Counting Without Counting: An Introduction

On the second day of Precalculus class, before embarking on our starting unit on Combinations and Permutations, I put students in groups and had them work on this packet. I’m including it below with my teacher notes in the margin, and also without my teacher notes in the margin:

(Also the .docx file so you can modify, cut, paste, hack apart! To see with teacher notes, go to the “Review” tab and click on “Final: Show Markup” and to see it without teacher notes, click on “Final.”)

This was a two day activity, with the groups working together, and every so often, I would stop and we would go over some of the problems. Some problems were assigned for nightly homework, and because of time issues, I had to cut out the Applebee’s problem completely. I’m quite proud of some of the problems… namely the Applebee’s problems, the bit.ly / QR code problems, and the Mozart’s Minuet problem (largely taken from here, and modified with some extensions).

The goal of the packet was fourfold:

1) I wanted problems which promoted thinking, conversation, etc., before students were introduced to formulas, notation, etc.

2) I wanted students to understand that “counting without counting” means that instead of listing all possibilities and counting, there are often other faster ways to get answers. This is the essential understanding that I would hope for in any unit on combinations and permutations. In order to do this, students will need to organize your information in some special, logical way. Usually this requires students to multiply numbers. But students need to really understand why multiplication (rather than another operation, like addition).

3) I wanted students to work in groups, so the problems were designed to be conducive for groupwork.

4) I wanted students to get some sense of what huge numbers mean.

How did it work? Overall, I think it worked pretty well. I gave groups “hint tokens” and most didn’t rely on them for a hint. Most students were able to see that you have to multiply for most of the problems, but most had trouble explaining why. Finally, most had never seen a tree diagram. In the future, I honestly think having students draw a complete tree diagram and explain what each leaf means would be useful. Adding two questions like the following would help:

1. If you have the letters A, B, C, D, E, and F and you want to write a three letter code and you are allowed repetition, what would the tree diagram look like. Make all the branches. Then pick a single “leaf” of the tree and explain what that leaf means.

2. If you have the letters A, B, C, D, E, and F and you want to write a three letter code and you are not allowed repetition, what would the tree diagram look like. Make all the branches. Then pick a single “leaf” of the tree and explain what that leaf means.

The reason I say this is that I’ve been collecting homework problems, and the tree diagrams some of the kids are constructing are just nonsense.

I probably should write more about this, but I’m exhausted and all I want to do is sleep. (I’ve been sick since Monday.) I suppose I should end adding that I’m teaching a Precalculus Advanced class. I don’t think I would have these problems for a standard Precalculus class… I would use fewer of them, and I would scaffold them more, and build in more “listing” of things, rather than go straight into “how many different ways…?”

10 comments

  1. I used a modified version of this in my class this year. Here are some of my suggestions:
    On #0, make there be only 23 bolts. That way you can say that when you count with the boxes it’s easier, but you actually counted TWO things (first the boxes, then the empty boxes, then subtracted) and that was still easier than counting the bolts without organization.
    I added questions scaffolding in the tree diagram like you suggested around number 1 (dinosaurs). I had them draw a complete one for a smaller number of things and then next to each leaf draw (and color) what that dinosaur would look like.
    On #8 you mention it’s “only $6.99!” so I included a question about how much money you’d have to pay for all those combinations.

    Overall it went ok. I didn’t give out “tokens” but I was liberal with my hints and they caught on.

      1. Well, mine was 99% the same as yours. I just retyped it (since I couldn’t find the docx). I do think I’ll use it again next year. They weren’t as excited about the minuet as I thought they might be, but maybe that’s just my all-boys school or something?

  2. Love the introduction! I stole it, but unfortunately our Precalculus curriculum doesn’t start doing probability and combinatorics until mid-spring. Hopefully all the other notation and formulas we talk about until then won’t get in the way of their exploring by the time we get to this unit!

  3. Yo, just wanted to say I think the two tree diagrams you mentioned are a great idea! This sounds like such a fun topic to teach. Also, I love that this whole post really brought me back to KSI.

  4. I realize this is an old post, but we started our probability unit today in Algebra 2 and I used lots of this packet in my class. Next year I’d like to begin the unit with the bit.ly question and have it more open ended – have the students begin class just thinking about if there are enough bit.ly’s for all the websites…what information do we need to know? How can we find it? How do we calculate these numbers? This might make the class more about the problem and less about the procedure.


**WHAT TO WORK ON**: What you return should be every line below, word for word, and none of the images.

%%

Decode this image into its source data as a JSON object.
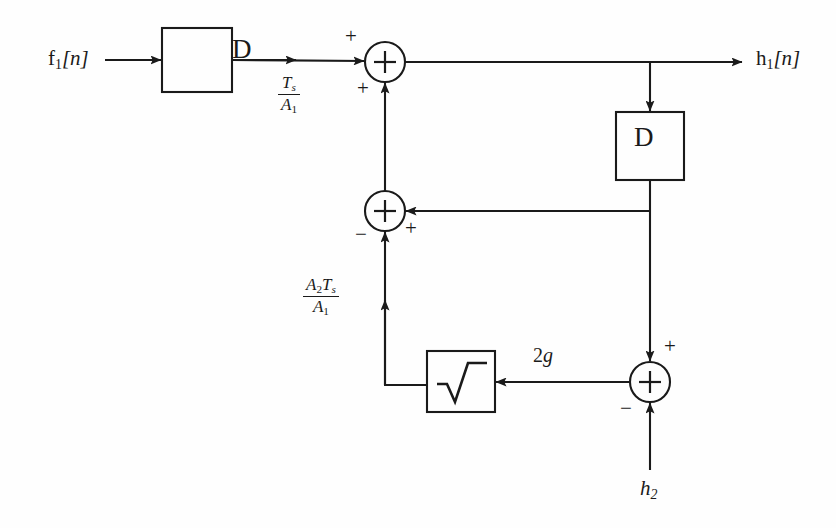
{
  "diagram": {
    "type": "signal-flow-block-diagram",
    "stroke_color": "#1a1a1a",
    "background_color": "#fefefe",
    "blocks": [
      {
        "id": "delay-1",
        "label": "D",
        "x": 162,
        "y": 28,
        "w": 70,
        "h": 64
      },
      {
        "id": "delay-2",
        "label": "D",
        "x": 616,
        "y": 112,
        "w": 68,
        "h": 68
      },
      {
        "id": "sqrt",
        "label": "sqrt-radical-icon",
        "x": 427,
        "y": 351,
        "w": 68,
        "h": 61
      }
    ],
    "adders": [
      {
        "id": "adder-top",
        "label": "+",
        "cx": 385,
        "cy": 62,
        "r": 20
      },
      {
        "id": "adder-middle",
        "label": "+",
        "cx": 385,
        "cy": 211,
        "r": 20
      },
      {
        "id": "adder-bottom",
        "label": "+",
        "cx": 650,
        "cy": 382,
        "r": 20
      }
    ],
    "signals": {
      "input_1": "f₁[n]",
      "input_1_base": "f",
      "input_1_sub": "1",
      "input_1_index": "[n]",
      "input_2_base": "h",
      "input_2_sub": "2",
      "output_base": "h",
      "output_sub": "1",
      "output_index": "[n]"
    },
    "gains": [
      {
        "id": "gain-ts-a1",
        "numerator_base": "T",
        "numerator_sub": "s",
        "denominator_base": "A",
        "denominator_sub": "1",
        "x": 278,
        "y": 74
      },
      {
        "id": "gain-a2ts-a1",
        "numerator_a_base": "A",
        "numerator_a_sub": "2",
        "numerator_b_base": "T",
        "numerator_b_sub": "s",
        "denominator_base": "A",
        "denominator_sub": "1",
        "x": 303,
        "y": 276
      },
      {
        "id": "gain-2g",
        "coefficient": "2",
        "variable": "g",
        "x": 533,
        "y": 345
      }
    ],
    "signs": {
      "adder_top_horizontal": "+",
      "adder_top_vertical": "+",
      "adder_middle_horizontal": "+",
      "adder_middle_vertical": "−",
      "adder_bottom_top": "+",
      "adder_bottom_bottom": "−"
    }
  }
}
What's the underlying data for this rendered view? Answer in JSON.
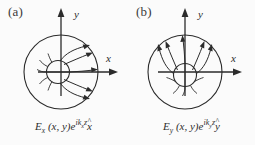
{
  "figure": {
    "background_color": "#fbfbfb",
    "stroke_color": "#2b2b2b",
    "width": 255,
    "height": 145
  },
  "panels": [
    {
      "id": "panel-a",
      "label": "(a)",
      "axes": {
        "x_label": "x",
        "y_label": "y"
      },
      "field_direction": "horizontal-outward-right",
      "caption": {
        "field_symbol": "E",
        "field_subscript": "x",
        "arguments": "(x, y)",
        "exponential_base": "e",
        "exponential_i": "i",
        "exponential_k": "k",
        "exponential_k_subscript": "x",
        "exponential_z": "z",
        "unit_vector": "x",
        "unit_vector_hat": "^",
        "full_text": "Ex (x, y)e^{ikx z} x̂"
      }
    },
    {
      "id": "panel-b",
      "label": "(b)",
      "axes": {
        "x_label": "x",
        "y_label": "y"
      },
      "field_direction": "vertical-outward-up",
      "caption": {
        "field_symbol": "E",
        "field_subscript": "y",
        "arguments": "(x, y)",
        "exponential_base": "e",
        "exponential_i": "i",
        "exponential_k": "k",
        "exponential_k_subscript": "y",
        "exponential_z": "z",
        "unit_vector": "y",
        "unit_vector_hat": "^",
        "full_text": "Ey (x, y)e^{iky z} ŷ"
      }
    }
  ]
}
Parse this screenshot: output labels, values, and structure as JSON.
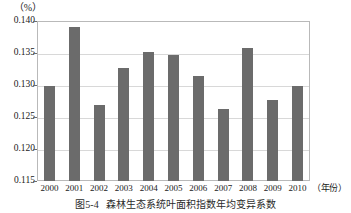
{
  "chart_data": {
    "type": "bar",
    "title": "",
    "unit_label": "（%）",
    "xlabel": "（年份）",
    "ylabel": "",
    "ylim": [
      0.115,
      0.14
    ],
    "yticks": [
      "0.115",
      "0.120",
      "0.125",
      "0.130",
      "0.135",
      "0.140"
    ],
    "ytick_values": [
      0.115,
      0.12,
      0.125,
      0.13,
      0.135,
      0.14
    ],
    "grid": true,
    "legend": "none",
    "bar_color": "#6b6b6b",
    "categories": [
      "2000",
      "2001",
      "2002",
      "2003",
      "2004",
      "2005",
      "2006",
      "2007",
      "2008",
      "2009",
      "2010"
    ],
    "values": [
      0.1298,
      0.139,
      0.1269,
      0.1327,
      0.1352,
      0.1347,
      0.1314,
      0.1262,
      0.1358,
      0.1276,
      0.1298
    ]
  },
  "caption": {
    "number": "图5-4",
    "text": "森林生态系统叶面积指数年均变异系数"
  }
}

%%

**TASK OUTPUT**:
Decode this image into its source data as a JSON object.
{
  "diagram": {
    "type": "signal-flow-block-diagram",
    "stroke_color": "#1a1a1a",
    "background_color": "#fefefe",
    "blocks": [
      {
        "id": "delay-1",
        "label": "D",
        "x": 162,
        "y": 28,
        "w": 70,
        "h": 64
      },
      {
        "id": "delay-2",
        "label": "D",
        "x": 616,
        "y": 112,
        "w": 68,
        "h": 68
      },
      {
        "id": "sqrt",
        "label": "sqrt-radical-icon",
        "x": 427,
        "y": 351,
        "w": 68,
        "h": 61
      }
    ],
    "adders": [
      {
        "id": "adder-top",
        "label": "+",
        "cx": 385,
        "cy": 62,
        "r": 20
      },
      {
        "id": "adder-middle",
        "label": "+",
        "cx": 385,
        "cy": 211,
        "r": 20
      },
      {
        "id": "adder-bottom",
        "label": "+",
        "cx": 650,
        "cy": 382,
        "r": 20
      }
    ],
    "signals": {
      "input_1": "f₁[n]",
      "input_1_base": "f",
      "input_1_sub": "1",
      "input_1_index": "[n]",
      "input_2_base": "h",
      "input_2_sub": "2",
      "output_base": "h",
      "output_sub": "1",
      "output_index": "[n]"
    },
    "gains": [
      {
        "id": "gain-ts-a1",
        "numerator_base": "T",
        "numerator_sub": "s",
        "denominator_base": "A",
        "denominator_sub": "1",
        "x": 278,
        "y": 74
      },
      {
        "id": "gain-a2ts-a1",
        "numerator_a_base": "A",
        "numerator_a_sub": "2",
        "numerator_b_base": "T",
        "numerator_b_sub": "s",
        "denominator_base": "A",
        "denominator_sub": "1",
        "x": 303,
        "y": 276
      },
      {
        "id": "gain-2g",
        "coefficient": "2",
        "variable": "g",
        "x": 533,
        "y": 345
      }
    ],
    "signs": {
      "adder_top_horizontal": "+",
      "adder_top_vertical": "+",
      "adder_middle_horizontal": "+",
      "adder_middle_vertical": "−",
      "adder_bottom_top": "+",
      "adder_bottom_bottom": "−"
    }
  }
}
What's the underlying data for this rendered view? Answer in JSON.
{
  "figure": {
    "background_color": "#fbfbfb",
    "stroke_color": "#2b2b2b",
    "width": 255,
    "height": 145
  },
  "panels": [
    {
      "id": "panel-a",
      "label": "(a)",
      "axes": {
        "x_label": "x",
        "y_label": "y"
      },
      "field_direction": "horizontal-outward-right",
      "caption": {
        "field_symbol": "E",
        "field_subscript": "x",
        "arguments": "(x, y)",
        "exponential_base": "e",
        "exponential_i": "i",
        "exponential_k": "k",
        "exponential_k_subscript": "x",
        "exponential_z": "z",
        "unit_vector": "x",
        "unit_vector_hat": "^",
        "full_text": "Ex (x, y)e^{ikx z} x̂"
      }
    },
    {
      "id": "panel-b",
      "label": "(b)",
      "axes": {
        "x_label": "x",
        "y_label": "y"
      },
      "field_direction": "vertical-outward-up",
      "caption": {
        "field_symbol": "E",
        "field_subscript": "y",
        "arguments": "(x, y)",
        "exponential_base": "e",
        "exponential_i": "i",
        "exponential_k": "k",
        "exponential_k_subscript": "y",
        "exponential_z": "z",
        "unit_vector": "y",
        "unit_vector_hat": "^",
        "full_text": "Ey (x, y)e^{iky z} ŷ"
      }
    }
  ]
}
Parse this screenshot: output labels, values, and structure as JSON.
{
  "chart_data": {
    "type": "bar",
    "title": "",
    "unit_label": "（%）",
    "xlabel": "（年份）",
    "ylabel": "",
    "ylim": [
      0.115,
      0.14
    ],
    "yticks": [
      "0.115",
      "0.120",
      "0.125",
      "0.130",
      "0.135",
      "0.140"
    ],
    "ytick_values": [
      0.115,
      0.12,
      0.125,
      0.13,
      0.135,
      0.14
    ],
    "grid": true,
    "legend": "none",
    "bar_color": "#6b6b6b",
    "categories": [
      "2000",
      "2001",
      "2002",
      "2003",
      "2004",
      "2005",
      "2006",
      "2007",
      "2008",
      "2009",
      "2010"
    ],
    "values": [
      0.1298,
      0.139,
      0.1269,
      0.1327,
      0.1352,
      0.1347,
      0.1314,
      0.1262,
      0.1358,
      0.1276,
      0.1298
    ]
  },
  "caption": {
    "number": "图5-4",
    "text": "森林生态系统叶面积指数年均变异系数"
  }
}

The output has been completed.